For my part, I admire Blackadder and wish all cartoonists and TV writers were charged with that challenge: You write a finite number of episodes, then it ends, but if you can come up with another concept, you’re welcome to give it a shot.

The other thing is that I’m with Jess: Those calendars are an archive, and my mother, bless her heart, agreed.

We had a stack of old Peanuts calendars in the basement and when it was time to clean them out, my mother bought a bunch of those hardbound birthday books — one for each of us kids — and transcribed not just the births and deaths and weddings of the past few generations, but little things like when I played Koko in “The Mikado” (April 14, 1967) and when they held the dog sled races in our hometown (February 3, 1963).

Hang on to them, Jess.

 

I’ve also been chuckling over Sunday’s Retail, but, while Pajama Diaries gave me warm fuzzies, this one gives me a chill.

Corporate would set circulation goals for us based not on what we could achieve but on what they needed to cover their asses, which included not just their seven-figure bonuses but the increasing leveraged debt in their blind acquisition of more newspapers.

The final insult came when they sent out a Corporate VP and a board member to analyze our circulation department and then give us a set of recommendations that had clearly been drawn up before they got on the plane.

Within six months of that dumb show, I had found another job, and, within six months of my leaving, my boss was handed the cardboard box for failure to achieve goals no intelligent person would have set.

At which point — are you listening, Marla? — we were both much happier than we had been in years.

“Live free or die, boys. Death is not the worst of evils.” — John Stark

 

Juxtaposition of the Day

(Christopher Weyant)

 

(Peter Schrank)

There have been many cartoons featuring the statue of Lincoln, since the Republicans held some kind of poll in which Trump was declared a better president.

It’s a comparison so nonsensical as to invite mockery rather than refutation.

However, like the Access Hollywood tape, like the mockery of New York Times reporter Serge Kovaleski, like the insults to Christine Blasey Ford and, more recently, John Dingell, it bounces off.
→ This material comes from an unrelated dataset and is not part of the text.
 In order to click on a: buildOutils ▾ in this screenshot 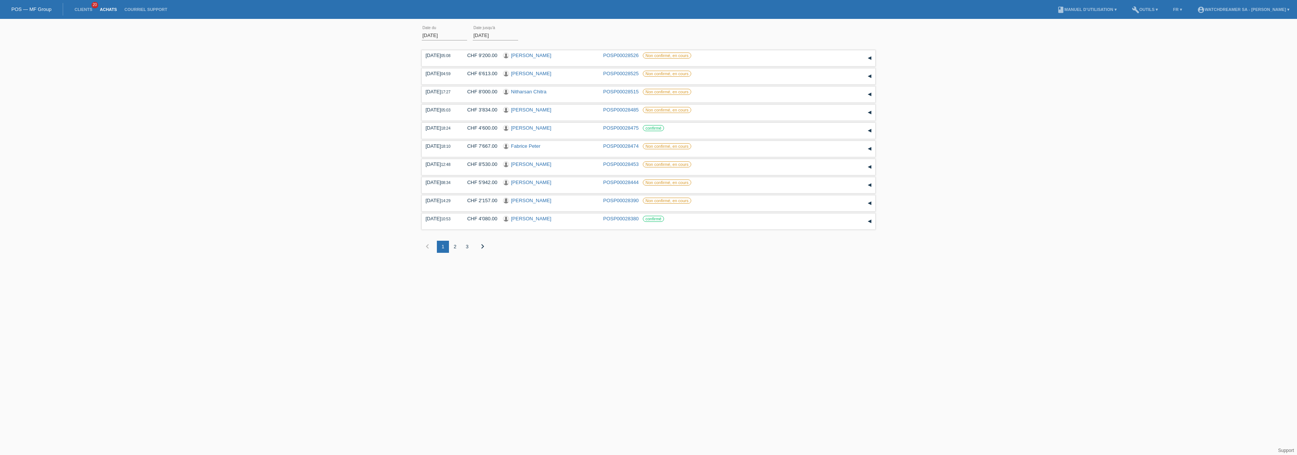, I will do `click(1145, 9)`.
And we’ve already come to grips with the fact that his so-called Christian followers routinely ignore the teachings of Christ, but it was stunning to hear him compared to Jesus on the floor of Congress while few challenged that blasphemy.
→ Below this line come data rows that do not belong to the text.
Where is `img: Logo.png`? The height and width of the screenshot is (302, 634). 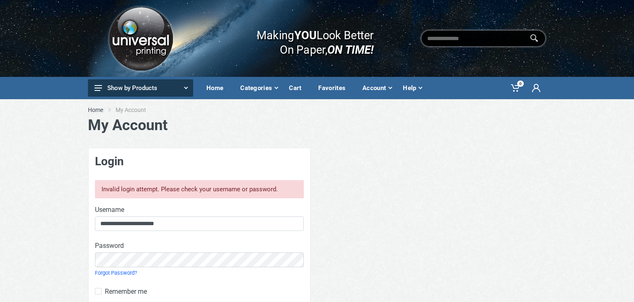
img: Logo.png is located at coordinates (141, 38).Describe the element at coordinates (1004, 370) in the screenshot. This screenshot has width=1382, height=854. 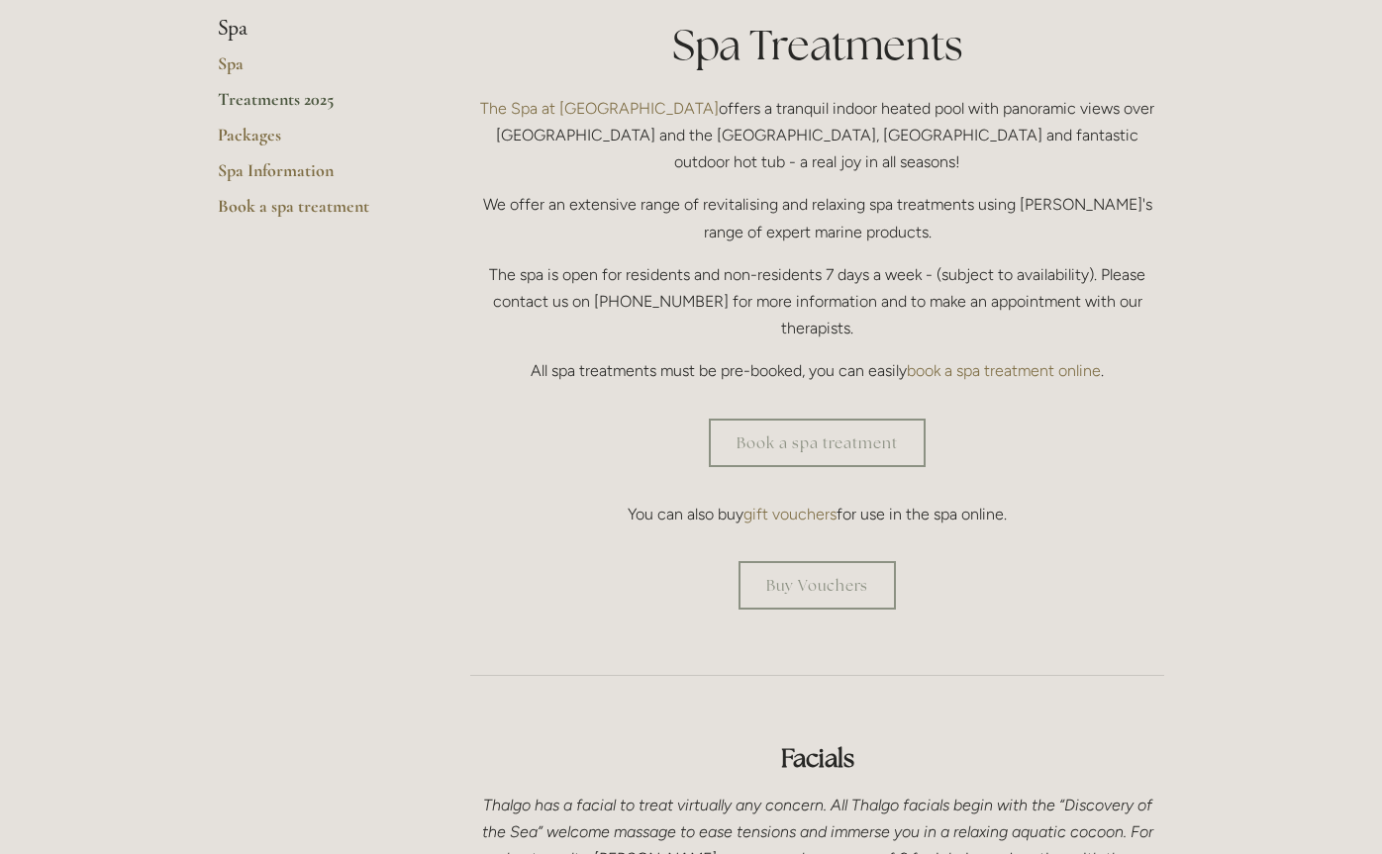
I see `a: book a spa treatment online` at that location.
Nor was there a public cry of outrage when Mike Huckabee suggested that Trump could have a third term as president.

If you think “Cult of Personality” is simply a song by Living Colour, you’re missing the clues to where we’re headed.

I’m beginning to suspect that it would be easier to make Lincoln’s statue walk and talk than to get the mass of American people to rise up and do the same.

 

It’s the same the whole world over

(Matt Bors)

 

(First Dog on the Moon)

We might be in a better position to resist if we didn’t see the same blind cruelty and short-sighted, self-serving policies spreading in other countries.

Matt Bors mocks those who see a lesson and a warning in the recent UK elections, in which an extreme candidate appears to have either driven voters to stay home or to vote for Boris Johnson despite not wanting Brexit.

But First Dog in the Moon (go read the rest) cites the Teenies as the worst decade in Australian history, and, while his specifics are anchored in their particular failures, his furious despair could well be brought to these shores.

It seems to me a good time to be furious without being foolish, and that the four actual years of Bland Biden which pragmatic analysis suggests is possible would be better than four nonexistent years of an idealistic candidate who, the same analysis suggests, has no more chance of being elected than George McGovern or William Jennings Bryan.

I suppose we’ll see, but I’d rather see the youth movement coalesce around something that could happen than around something that won’t.

 

Meanwhile

Marty Two-Bulls reminds us that we don’t need to get caught up in the vulgarity and exploitation of the season, but can remain apart and take comfort in the beauty offered.

The battle will wait a few days while we reinforce our spirits.